With all these terrors and upsetting romodels bouncing around in my head, is it really any wonder that I am inspired by a powerful, cunning and manipulative Goddess of Chaos? At least if she's causing the chaos she has some control over it!

6 comments:

Bri... only she said...

OH kristi! you had Grant and me rolling on the ground laughing!
1. YES! I finally have a WRITTEN confession to show all our leaders and family!
2. Grant has often commented about the creepiness of that particular nursery rhyme... though I don't know how reliable Wiki is. (Can't anybody write what they think they know there?)
3. I KNOW how you feel! I had this crazy Harry Potter complex growing up that a big hairy man was going to take me away to learn magic. Very disappointing when it did not happen. :)
It's okay though. I ended up feeling like I lived in a fairy tale anyways growing up with all the odd characters in first ward, marrying a disney prince who lived in an enchanted forest, etc.
I'm going to have to inform Aladin about this new development though... he's going to be heart broken. :)
You're such a talented writer! Keep it up!
Love you!

Artistically Thinking said...

Oh Kristi! I am laughing so hard tears are streaming down my face!

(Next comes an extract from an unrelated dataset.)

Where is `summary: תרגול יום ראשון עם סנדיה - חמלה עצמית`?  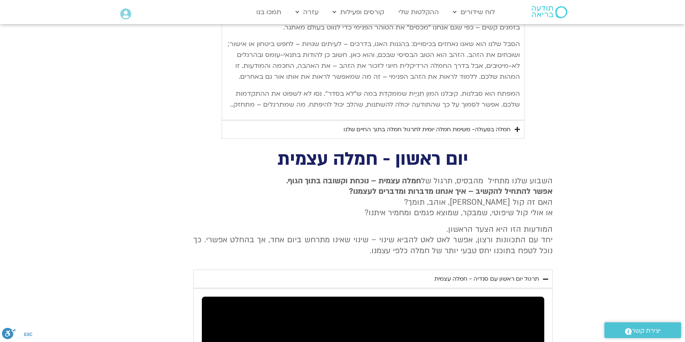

Pretty sure part of the mania is genetic - how many girls out there have a mom who joined an ape society as a child, and deliberately set out to be as different as possible from the rest of their family!?!

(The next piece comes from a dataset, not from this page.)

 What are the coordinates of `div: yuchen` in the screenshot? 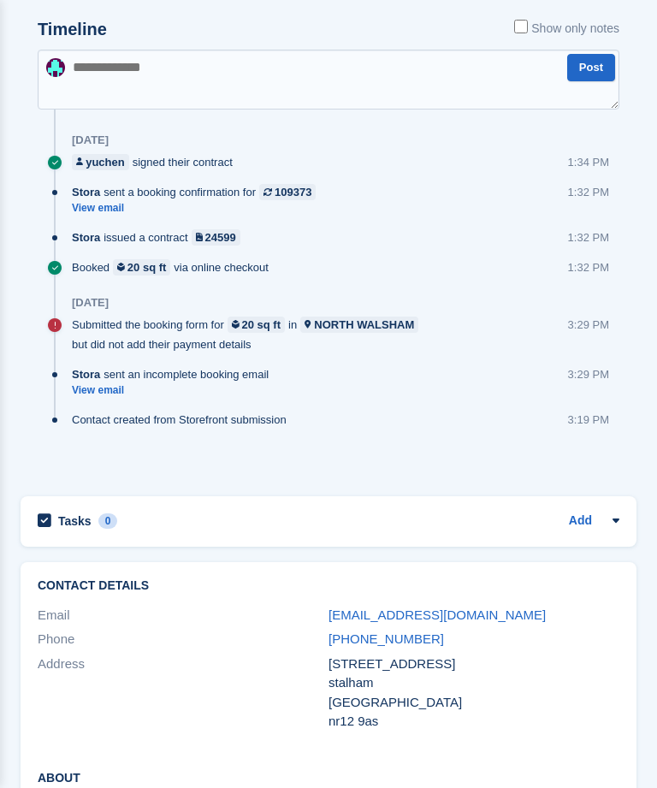 It's located at (105, 162).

Oh and by the way, I used to sing WAY weirder songs than THAT to you as a baby! HEHEHEHEHEHEHEHEHEEHHE

Atkinsons in the Couv said...

OK WHO CHANGED MY COMMENT ID?!?

The comment by Artistically Thinking was actually Mom

Bri... only she said...

ha ha... THAT's why we're so twisted! What words WAS mom putting into our innocent little minds?! :D

KayKay :D said...

Hahaha-it sure does explain a lot ;)

Dave in the Couv said...

It's amazing how much you learn about your kids by reading their blogs. Very funny stuff.